Social change does not only come about through planned resistance. In fact, protracted resistance that centres the status quo can, at times, thwart efforts. Change also happens through the emergence of new ways of being and creating the world. Decolonisation, now squarely on the agenda of those seeking justice and more equitable societies in the US and UK, is replacing words like diversity and inclusion. Yet efforts at disruption can all too often remain confined to the systems they wish to transform. A brief reflection on decolonisation foregrounds ‘writing back’, already underway within the sphere of White Mindfulness, as a way of upending dominant narratives. An emergent movement engaged in decolonial praxis shows the power of disruption, especially when it is forged as a new liberatory framework. This chapter breaks free of dualistic thinking that recentres the status quo as the starting point of social change. Within this frame, to better understand White Mindfulness, it maps the evolution of Jon Kabat-Zinn’s ‘second Renaissance’ thought, showing how his conceptualisation becomes increasingly politicised over time. But drawing on earlier definitions of engulfing narratives, it shows how popular discourses of hyper-individualism and sameness colonise the concept itself. Interrogation of the conceptualisation of mindfulness lays groundwork for chapters 8 and 9 that respectively complicate notions of temporality and emotionality.

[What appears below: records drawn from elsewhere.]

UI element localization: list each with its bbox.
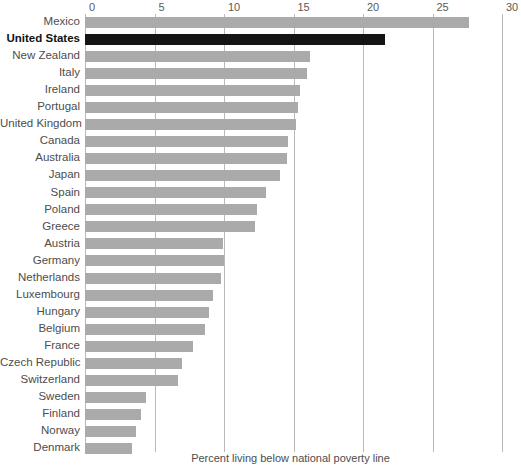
bar-row bbox=[85, 202, 502, 219]
tick-label-30: 30 bbox=[502, 1, 518, 13]
category-label-austria: Austria bbox=[0, 235, 80, 252]
bar-united-kingdom bbox=[85, 119, 296, 130]
category-axis-labels: MexicoUnited StatesNew ZealandItalyIrela… bbox=[0, 14, 80, 452]
category-label-belgium: Belgium bbox=[0, 320, 80, 337]
bar-belgium bbox=[85, 324, 205, 335]
bar-row bbox=[85, 321, 502, 338]
tick-label-0: 0 bbox=[85, 1, 95, 13]
category-label-france: France bbox=[0, 337, 80, 354]
bar-row bbox=[85, 287, 502, 304]
bar-poland bbox=[85, 204, 257, 215]
bar-ireland bbox=[85, 85, 300, 96]
bar-row bbox=[85, 304, 502, 321]
plot-area: 051015202530 bbox=[85, 14, 502, 452]
bar-row bbox=[85, 150, 502, 167]
bar-norway bbox=[85, 426, 136, 437]
bar-row bbox=[85, 372, 502, 389]
category-label-mexico: Mexico bbox=[0, 13, 80, 30]
category-label-luxembourg: Luxembourg bbox=[0, 286, 80, 303]
bar-hungary bbox=[85, 307, 209, 318]
category-label-switzerland: Switzerland bbox=[0, 371, 80, 388]
category-label-norway: Norway bbox=[0, 422, 80, 439]
tick-label-15: 15 bbox=[294, 1, 310, 13]
category-label-spain: Spain bbox=[0, 184, 80, 201]
bar-austria bbox=[85, 238, 223, 249]
bar-row bbox=[85, 423, 502, 440]
category-label-united-kingdom: United Kingdom bbox=[0, 115, 80, 132]
bar-netherlands bbox=[85, 273, 221, 284]
category-label-italy: Italy bbox=[0, 64, 80, 81]
category-label-portugal: Portugal bbox=[0, 98, 80, 115]
bar-row bbox=[85, 31, 502, 48]
bar-row bbox=[85, 338, 502, 355]
bar-finland bbox=[85, 409, 141, 420]
bar-greece bbox=[85, 221, 255, 232]
category-label-ireland: Ireland bbox=[0, 81, 80, 98]
category-label-finland: Finland bbox=[0, 405, 80, 422]
category-label-new-zealand: New Zealand bbox=[0, 47, 80, 64]
bar-australia bbox=[85, 153, 287, 164]
tick-label-5: 5 bbox=[155, 1, 165, 13]
category-label-australia: Australia bbox=[0, 149, 80, 166]
category-label-germany: Germany bbox=[0, 252, 80, 269]
bar-row bbox=[85, 253, 502, 270]
bar-row bbox=[85, 270, 502, 287]
bar-switzerland bbox=[85, 375, 178, 386]
bar-canada bbox=[85, 136, 288, 147]
bar-united-states bbox=[85, 34, 385, 45]
bar-row bbox=[85, 167, 502, 184]
category-label-united-states: United States bbox=[0, 30, 80, 47]
bar-row bbox=[85, 14, 502, 31]
bar-row bbox=[85, 99, 502, 116]
category-label-netherlands: Netherlands bbox=[0, 269, 80, 286]
category-label-sweden: Sweden bbox=[0, 388, 80, 405]
bar-portugal bbox=[85, 102, 298, 113]
tick-label-25: 25 bbox=[433, 1, 449, 13]
bar-italy bbox=[85, 68, 307, 79]
bar-new-zealand bbox=[85, 51, 310, 62]
bar-row bbox=[85, 389, 502, 406]
bar-row bbox=[85, 116, 502, 133]
poverty-rate-bar-chart: MexicoUnited StatesNew ZealandItalyIrela… bbox=[0, 0, 521, 470]
bar-row bbox=[85, 185, 502, 202]
bar-czech-republic bbox=[85, 358, 182, 369]
tick-label-10: 10 bbox=[224, 1, 240, 13]
bar-row bbox=[85, 355, 502, 372]
bar-row bbox=[85, 133, 502, 150]
bar-row bbox=[85, 219, 502, 236]
bar-row bbox=[85, 82, 502, 99]
bar-row bbox=[85, 236, 502, 253]
tick-label-20: 20 bbox=[363, 1, 379, 13]
bar-japan bbox=[85, 170, 280, 181]
category-label-greece: Greece bbox=[0, 218, 80, 235]
category-label-canada: Canada bbox=[0, 132, 80, 149]
axis-caption: Percent living below national poverty li… bbox=[0, 452, 521, 464]
bar-row bbox=[85, 406, 502, 423]
category-label-poland: Poland bbox=[0, 201, 80, 218]
bar-spain bbox=[85, 187, 266, 198]
category-label-czech-republic: Czech Republic bbox=[0, 354, 80, 371]
bar-row bbox=[85, 48, 502, 65]
gridline-30 bbox=[502, 14, 503, 452]
bar-germany bbox=[85, 255, 224, 266]
bar-mexico bbox=[85, 17, 469, 28]
bar-luxembourg bbox=[85, 290, 213, 301]
bar-row bbox=[85, 65, 502, 82]
bar-france bbox=[85, 341, 193, 352]
category-label-hungary: Hungary bbox=[0, 303, 80, 320]
bar-sweden bbox=[85, 392, 146, 403]
category-label-japan: Japan bbox=[0, 166, 80, 183]
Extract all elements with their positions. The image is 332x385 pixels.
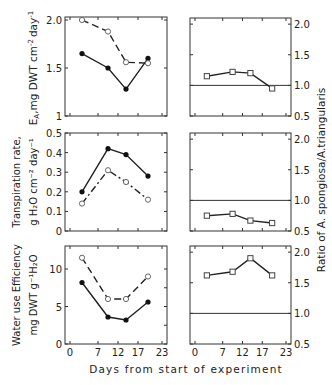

In a world in turmoil in which social forces of racial capitalism engulf efforts towards change, bold measures are required for meaningful transformation. Purposeful change necessitates radical social transformation, rather than cosmetic reforms, to forge futures of belonging in the world of Western mindfulness. Moving beyond one-size-fits-all models, this chapter draws together many of the strands previously discussed and focuses more closely on what is to be done to change White Mindfulness. This discussion is not about blueprints but instead captures the essence of initiatives that model change, highlighting the rudimentary values and principles that distinguish them from dominant norms. Shining a light on decolonising actions outside the White Mindfulness space, it considers mindfulness in relation to a pro-justice society. Emphasis on inner, outer, and interstitial change addresses the social tissues that embed Othering as much in human interactions as in social structures that fortify discrimination. This chapter poses liberatory questions that are important for any inquiry into dynamic, meaningful change. The inquiry, itself part of a process of decolonisation, asks about decision-making and power, what is envisioned and by whom, and how change can be made. Embodied liberation and leadership are pivotal to the decolonise agenda, which encourages collaboration with key parties at the design phase of innovations to redress skewed patterns of power. By the same token, innovative projects that draw on the vast social capital of People of the Global Majority demonstrate the power of collaborative transformation.